ABSTRACT

I have chosen to discuss a few very broad questions-questions of method. The considerable advances made in social anthropology during the last thirty years and the creation of new departments in several universities would seem to require some reflection on what the subject is, and which direction it is taking, or ought to take, for anthropology has now ceased to be an amateur pursuit and has become a profession. There is a division of opinion on these matters among anthropologists themselves, broadly between those who regard the subject as a natural science and those who, like myself, regard i t as one of the humanities, and this division, which reflects quite different sentiments and values, is apparent whenever there arises a discussion about the methods and aims of the discipline. I t is perhaps at its sharpest when the relations between anthrolopoly and history are being discussed, and since consideration of this difficult question brings out the issues most clearly, I shall devote a large part of my lecture to it. To perceive how these issues have come about it is necessary to cast our eyes back over the period of the genesis and early development of the subject. ·

EIGHTEENTH-CENTURY ORIGINS

A subject of scholarship can hardly be said to have autonomy before it is taught in the uni-

E. E. EVANS-PRITCHARD

verstities. In that sense social anthropology is a very new subject. In another sense it may be said to have begun with the earliest speculations of mankind, for everywhere and at all times men have propounded theories about the nature of human society. In this sense there is no definite point at which social anthropology can be said to have begun. Nevertheless, there is a point beyond which it is hardly profitable to trace back its development. This nascent period of our subject was the middle and late eighteenth century. I t is a child of the Enlightenment and bears throughout its history and today many of the characteristic features of its ancestry.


| Exercise details |
Working from the entries below, count every line that includes the word "component". Return the figure alone.

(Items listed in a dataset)
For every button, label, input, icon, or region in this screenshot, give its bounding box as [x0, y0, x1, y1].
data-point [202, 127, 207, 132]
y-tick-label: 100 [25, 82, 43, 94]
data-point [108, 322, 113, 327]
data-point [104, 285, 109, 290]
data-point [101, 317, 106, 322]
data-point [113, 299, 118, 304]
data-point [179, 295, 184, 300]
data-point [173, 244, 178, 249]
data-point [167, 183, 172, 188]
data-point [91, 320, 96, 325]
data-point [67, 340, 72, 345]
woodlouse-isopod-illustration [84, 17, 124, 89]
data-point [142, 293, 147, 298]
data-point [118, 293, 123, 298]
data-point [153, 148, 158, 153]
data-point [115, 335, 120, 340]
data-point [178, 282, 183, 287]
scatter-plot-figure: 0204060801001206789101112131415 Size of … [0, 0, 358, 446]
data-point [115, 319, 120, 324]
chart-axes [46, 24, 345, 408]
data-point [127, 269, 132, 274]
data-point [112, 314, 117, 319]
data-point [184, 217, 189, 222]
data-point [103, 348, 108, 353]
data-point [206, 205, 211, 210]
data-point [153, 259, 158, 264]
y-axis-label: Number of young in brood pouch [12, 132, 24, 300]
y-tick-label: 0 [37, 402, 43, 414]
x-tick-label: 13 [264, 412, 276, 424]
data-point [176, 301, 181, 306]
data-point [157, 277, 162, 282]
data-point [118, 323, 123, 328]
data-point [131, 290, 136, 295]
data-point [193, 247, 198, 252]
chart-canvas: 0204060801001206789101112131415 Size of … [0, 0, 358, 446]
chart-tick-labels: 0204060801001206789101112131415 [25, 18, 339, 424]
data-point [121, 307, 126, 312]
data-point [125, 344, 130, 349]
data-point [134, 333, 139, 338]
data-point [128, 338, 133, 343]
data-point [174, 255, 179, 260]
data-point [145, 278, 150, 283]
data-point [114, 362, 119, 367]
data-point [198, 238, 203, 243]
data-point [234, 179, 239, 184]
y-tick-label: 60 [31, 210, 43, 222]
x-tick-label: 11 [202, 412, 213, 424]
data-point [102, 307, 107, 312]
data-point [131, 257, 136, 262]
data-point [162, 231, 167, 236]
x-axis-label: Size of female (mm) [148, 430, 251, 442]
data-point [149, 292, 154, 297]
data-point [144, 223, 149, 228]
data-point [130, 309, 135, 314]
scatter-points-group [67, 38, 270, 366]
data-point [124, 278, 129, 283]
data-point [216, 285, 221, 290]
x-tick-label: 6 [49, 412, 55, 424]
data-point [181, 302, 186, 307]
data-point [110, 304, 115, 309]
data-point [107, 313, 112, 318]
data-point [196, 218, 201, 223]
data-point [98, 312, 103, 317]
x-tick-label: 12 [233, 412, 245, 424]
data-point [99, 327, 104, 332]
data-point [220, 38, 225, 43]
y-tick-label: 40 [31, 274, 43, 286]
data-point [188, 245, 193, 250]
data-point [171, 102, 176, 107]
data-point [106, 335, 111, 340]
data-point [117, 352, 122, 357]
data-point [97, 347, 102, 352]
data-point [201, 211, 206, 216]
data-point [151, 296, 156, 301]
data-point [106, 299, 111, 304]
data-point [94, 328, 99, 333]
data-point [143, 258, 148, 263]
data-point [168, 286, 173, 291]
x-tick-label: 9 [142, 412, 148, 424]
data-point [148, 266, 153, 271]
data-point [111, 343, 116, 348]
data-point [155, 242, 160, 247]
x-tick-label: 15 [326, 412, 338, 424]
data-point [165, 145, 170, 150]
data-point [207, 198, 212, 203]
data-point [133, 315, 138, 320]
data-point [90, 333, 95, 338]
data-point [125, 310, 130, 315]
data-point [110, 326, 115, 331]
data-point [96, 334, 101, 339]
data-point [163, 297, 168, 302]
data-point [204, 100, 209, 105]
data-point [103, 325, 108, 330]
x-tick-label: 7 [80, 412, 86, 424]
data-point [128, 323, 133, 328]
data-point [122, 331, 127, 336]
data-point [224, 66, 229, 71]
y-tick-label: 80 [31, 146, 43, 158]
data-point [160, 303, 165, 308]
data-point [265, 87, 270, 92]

---

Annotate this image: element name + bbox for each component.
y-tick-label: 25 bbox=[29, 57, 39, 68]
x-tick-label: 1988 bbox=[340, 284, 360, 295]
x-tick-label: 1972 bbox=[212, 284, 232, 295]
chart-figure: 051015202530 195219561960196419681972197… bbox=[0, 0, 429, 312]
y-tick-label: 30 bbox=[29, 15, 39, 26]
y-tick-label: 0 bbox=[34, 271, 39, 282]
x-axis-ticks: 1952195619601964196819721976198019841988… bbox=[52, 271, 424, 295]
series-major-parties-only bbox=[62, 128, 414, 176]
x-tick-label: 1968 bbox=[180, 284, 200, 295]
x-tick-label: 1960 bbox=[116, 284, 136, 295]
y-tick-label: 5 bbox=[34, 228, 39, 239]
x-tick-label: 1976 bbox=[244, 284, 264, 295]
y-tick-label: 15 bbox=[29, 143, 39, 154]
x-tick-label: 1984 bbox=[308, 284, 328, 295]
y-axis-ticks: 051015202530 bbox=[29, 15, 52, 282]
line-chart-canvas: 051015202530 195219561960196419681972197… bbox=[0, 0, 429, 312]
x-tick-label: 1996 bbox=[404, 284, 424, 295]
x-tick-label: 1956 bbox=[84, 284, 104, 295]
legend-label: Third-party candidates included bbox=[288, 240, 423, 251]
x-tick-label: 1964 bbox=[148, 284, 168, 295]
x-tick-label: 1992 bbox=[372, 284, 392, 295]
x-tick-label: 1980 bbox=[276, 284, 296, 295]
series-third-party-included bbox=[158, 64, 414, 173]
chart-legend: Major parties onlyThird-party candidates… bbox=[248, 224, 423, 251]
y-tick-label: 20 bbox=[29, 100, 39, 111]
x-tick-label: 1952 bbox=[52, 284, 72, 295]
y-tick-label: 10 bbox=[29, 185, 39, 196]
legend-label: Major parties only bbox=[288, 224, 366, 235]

--

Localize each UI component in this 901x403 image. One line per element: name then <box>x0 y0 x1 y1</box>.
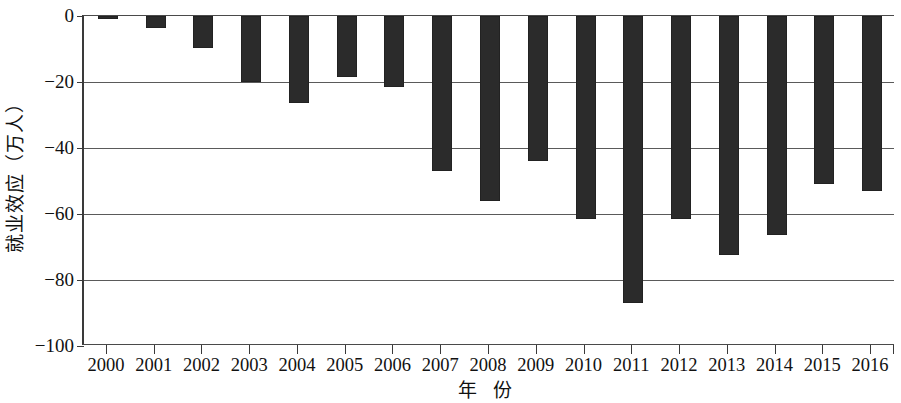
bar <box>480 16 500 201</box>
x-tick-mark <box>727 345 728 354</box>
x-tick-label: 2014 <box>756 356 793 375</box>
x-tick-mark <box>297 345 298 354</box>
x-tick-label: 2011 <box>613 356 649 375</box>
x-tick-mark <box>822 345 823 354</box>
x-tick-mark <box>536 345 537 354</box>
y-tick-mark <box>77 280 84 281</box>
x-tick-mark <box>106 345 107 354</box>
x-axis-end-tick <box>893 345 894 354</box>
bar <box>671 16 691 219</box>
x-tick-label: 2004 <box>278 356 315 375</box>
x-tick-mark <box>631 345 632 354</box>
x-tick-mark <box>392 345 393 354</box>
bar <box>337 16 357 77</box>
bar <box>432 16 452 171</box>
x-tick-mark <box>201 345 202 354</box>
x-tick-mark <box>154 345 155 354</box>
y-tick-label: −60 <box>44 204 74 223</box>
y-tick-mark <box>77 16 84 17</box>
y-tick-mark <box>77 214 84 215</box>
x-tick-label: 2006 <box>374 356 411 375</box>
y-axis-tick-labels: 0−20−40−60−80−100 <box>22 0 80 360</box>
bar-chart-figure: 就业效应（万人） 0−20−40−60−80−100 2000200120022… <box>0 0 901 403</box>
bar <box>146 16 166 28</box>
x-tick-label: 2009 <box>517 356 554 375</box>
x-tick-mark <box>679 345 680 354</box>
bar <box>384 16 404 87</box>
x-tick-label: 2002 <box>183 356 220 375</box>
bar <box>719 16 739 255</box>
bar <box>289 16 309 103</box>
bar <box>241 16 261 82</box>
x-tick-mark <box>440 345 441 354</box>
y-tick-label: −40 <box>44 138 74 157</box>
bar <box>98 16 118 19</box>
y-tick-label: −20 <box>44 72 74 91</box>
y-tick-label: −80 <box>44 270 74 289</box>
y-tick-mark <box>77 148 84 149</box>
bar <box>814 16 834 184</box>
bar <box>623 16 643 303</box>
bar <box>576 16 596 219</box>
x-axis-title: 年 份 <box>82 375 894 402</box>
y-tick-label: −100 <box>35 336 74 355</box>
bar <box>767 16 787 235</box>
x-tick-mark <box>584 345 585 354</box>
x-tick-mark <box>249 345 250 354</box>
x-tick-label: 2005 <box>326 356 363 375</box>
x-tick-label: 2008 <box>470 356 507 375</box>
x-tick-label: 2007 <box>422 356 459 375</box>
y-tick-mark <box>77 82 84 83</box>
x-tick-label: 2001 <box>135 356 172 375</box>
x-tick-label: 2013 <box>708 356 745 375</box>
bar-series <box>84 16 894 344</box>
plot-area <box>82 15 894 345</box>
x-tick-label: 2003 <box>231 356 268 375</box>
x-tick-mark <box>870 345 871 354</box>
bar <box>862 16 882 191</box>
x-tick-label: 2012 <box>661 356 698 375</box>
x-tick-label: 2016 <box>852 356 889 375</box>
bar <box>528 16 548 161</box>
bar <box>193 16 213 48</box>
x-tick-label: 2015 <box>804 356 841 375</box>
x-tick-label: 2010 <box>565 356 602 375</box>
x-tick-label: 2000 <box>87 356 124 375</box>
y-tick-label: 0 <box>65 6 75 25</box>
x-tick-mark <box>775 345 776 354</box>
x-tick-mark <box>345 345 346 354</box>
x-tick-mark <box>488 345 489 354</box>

| Result below |
2